With “Future Storage: Architectures to Host the Metaverse,” Otero examines new architecture paradigms for storing data and how reimagining digital infrastructures could meet the unprecedented demands facing the world today−questioning the functionality, efficiency, and sustainability of the colossal data storage centers and facilities managed across the globe. This research explores innovations in data storing architectures attuned to social and ecological challenges, land availability, the growing cost of energy, and changing data. The research proposal analyzes historical and contemporary cases and engages with experts, local communities, and ecosystems. Otero has already conducted fieldwork in France, the Netherlands, and the UK. The Wheelwright Prize would expand research visits to include Singapore, Australia, Nigeria, California, Iceland, Sweden, and Chile. The fieldwork, data collection, and prototype development, among additional research, will all result in the first manual for global data center architecture design containing examples of ecological, circular, and egalitarian data storage models.

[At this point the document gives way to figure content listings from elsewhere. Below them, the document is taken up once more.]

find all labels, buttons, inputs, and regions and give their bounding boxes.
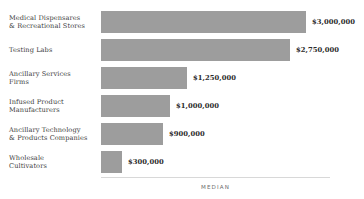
bar-category-label-line1: Ancillary Services bbox=[9, 70, 97, 78]
bar-chart: Medical Dispensares & Recreational Store… bbox=[0, 0, 364, 199]
bar-category-label-line1: Testing Labs bbox=[9, 46, 97, 54]
bar bbox=[101, 95, 170, 117]
x-axis-line bbox=[101, 177, 330, 178]
bar-value-label: $2,750,000 bbox=[296, 46, 339, 54]
bar-track: $300,000 bbox=[101, 151, 164, 173]
bar-category-label: Ancillary Technology & Products Companie… bbox=[9, 126, 97, 142]
bar bbox=[101, 11, 306, 33]
bar-category-label-line1: Medical Dispensares bbox=[9, 14, 97, 22]
table-row: Medical Dispensares & Recreational Store… bbox=[0, 8, 364, 36]
bar-value-label: $300,000 bbox=[128, 158, 164, 166]
bar-track: $3,000,000 bbox=[101, 11, 355, 33]
bar-category-label-line2: Cultivators bbox=[9, 162, 97, 170]
table-row: Ancillary Services Firms $1,250,000 bbox=[0, 64, 364, 92]
bar-category-label: Testing Labs bbox=[9, 46, 97, 54]
table-row: Infused Product Manufacturers $1,000,000 bbox=[0, 92, 364, 120]
bar-category-label-line2: & Recreational Stores bbox=[9, 22, 97, 30]
bar-category-label-line2: Manufacturers bbox=[9, 106, 97, 114]
bar-value-label: $900,000 bbox=[169, 130, 205, 138]
bar-category-label-line1: Ancillary Technology bbox=[9, 126, 97, 134]
bar bbox=[101, 151, 122, 173]
bar-category-label-line1: Wholesale bbox=[9, 154, 97, 162]
bar-category-label: Wholesale Cultivators bbox=[9, 154, 97, 170]
bar-value-label: $3,000,000 bbox=[312, 18, 355, 26]
x-axis-title: MEDIAN bbox=[101, 184, 330, 190]
bar-track: $900,000 bbox=[101, 123, 205, 145]
table-row: Ancillary Technology & Products Companie… bbox=[0, 120, 364, 148]
bar-value-label: $1,250,000 bbox=[193, 74, 236, 82]
bar bbox=[101, 39, 290, 61]
bar-category-label-line2: Firms bbox=[9, 78, 97, 86]
bar-track: $1,000,000 bbox=[101, 95, 219, 117]
table-row: Testing Labs $2,750,000 bbox=[0, 36, 364, 64]
bar bbox=[101, 67, 187, 89]
bar bbox=[101, 123, 163, 145]
bar-category-label: Ancillary Services Firms bbox=[9, 70, 97, 86]
bar-track: $1,250,000 bbox=[101, 67, 236, 89]
bar-category-label-line2: & Products Companies bbox=[9, 134, 97, 142]
bar-category-label-line1: Infused Product bbox=[9, 98, 97, 106]
chart-plot-area: Medical Dispensares & Recreational Store… bbox=[0, 0, 364, 177]
bar-track: $2,750,000 bbox=[101, 39, 339, 61]
bar-value-label: $1,000,000 bbox=[176, 102, 219, 110]
bar-category-label: Infused Product Manufacturers bbox=[9, 98, 97, 114]
table-row: Wholesale Cultivators $300,000 bbox=[0, 148, 364, 176]
bar-category-label: Medical Dispensares & Recreational Store… bbox=[9, 14, 97, 30]
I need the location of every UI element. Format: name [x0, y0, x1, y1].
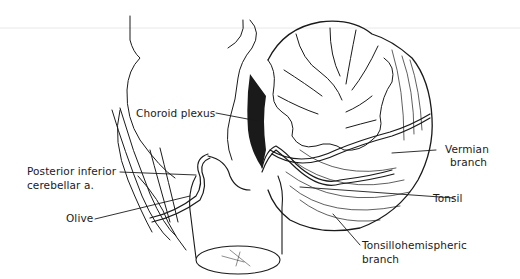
label-tonsillohemispheric-line2: branch — [362, 253, 399, 266]
label-choroid-plexus: Choroid plexus — [136, 107, 215, 120]
pica-vessel — [150, 114, 430, 222]
label-pica-line2: cerebellar a. — [27, 179, 94, 192]
brainstem-outline — [117, 16, 256, 250]
leader-pica — [120, 172, 196, 175]
leader-tonsillohemispheric — [333, 214, 360, 245]
label-vermian-branch-line1: Vermian — [445, 143, 489, 156]
label-pica-line1: Posterior inferior — [27, 165, 116, 178]
label-tonsillohemispheric-line1: Tonsillohemispheric — [362, 239, 467, 252]
label-olive: Olive — [66, 212, 93, 225]
label-tonsil: Tonsil — [433, 192, 463, 205]
anatomy-diagram: Choroid plexus Vermian branch Posterior … — [0, 0, 520, 279]
leader-olive — [95, 196, 190, 219]
diagram-artwork — [0, 0, 520, 279]
label-vermian-branch-line2: branch — [450, 156, 487, 169]
vermis-folia — [268, 28, 393, 150]
leader-tonsil — [300, 187, 454, 198]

This manual will ultimately inform an open-source design course syllabus and a series of public programs bringing designers and service providers together.
Feifei Zhou: “Between Land and Water: Architecture of Porosity”
Feifei Zhou is a Chinese-born artist and architect who works between China and London. She holds a BArch from the University of Sheffield, UK (2014) and an MArch from Royal College of Art in London (2018). Her work explores spatial, cultural, and ecological impacts of the industrialized built environment. She co-edited the digital publication Feral Atlas: The More-than-Human Anthropocene (2020). Zhou is currently an associate lecturer at Central Saint Martins, University of the Arts London.
With “Between Land and Water,” Zhou investigates the future of coastal architecture, specifically architecture that allows porosity at the land-water interface, and its potential in combating coastal natural disasters and participating in human and nonhuman livelihoods. Zhou’s research brings her to Southeast Asia’s coastlines where rapid urbanization is only compounded by the social and ecological tensions in the region. This proposal also takes a critical look at social and ecological tensions of the simultaneous decline of Southeast Asia’s small-scale farming and the vernacular stilt houses, as well as the growing dependence on large-scale infrastructures. “Between Land and Water” aims to combine academic research with local-based practice and explore the potential of architecture as the contemporary answer of coastal environmental challenges through allowing more-than-human cohabitation.
For the Wheelwright Prize, Zhou plans to create and produce visual essays that will be exhibited together as a series, accompanied by other produced work such as photographs, publications, and material studies. Zhou proposes that each visual essay represents site-specific social and environmental complexities facing Southeast Asia, but that together they will offer a matrix of connections and comparisons of interregional coastal built environments.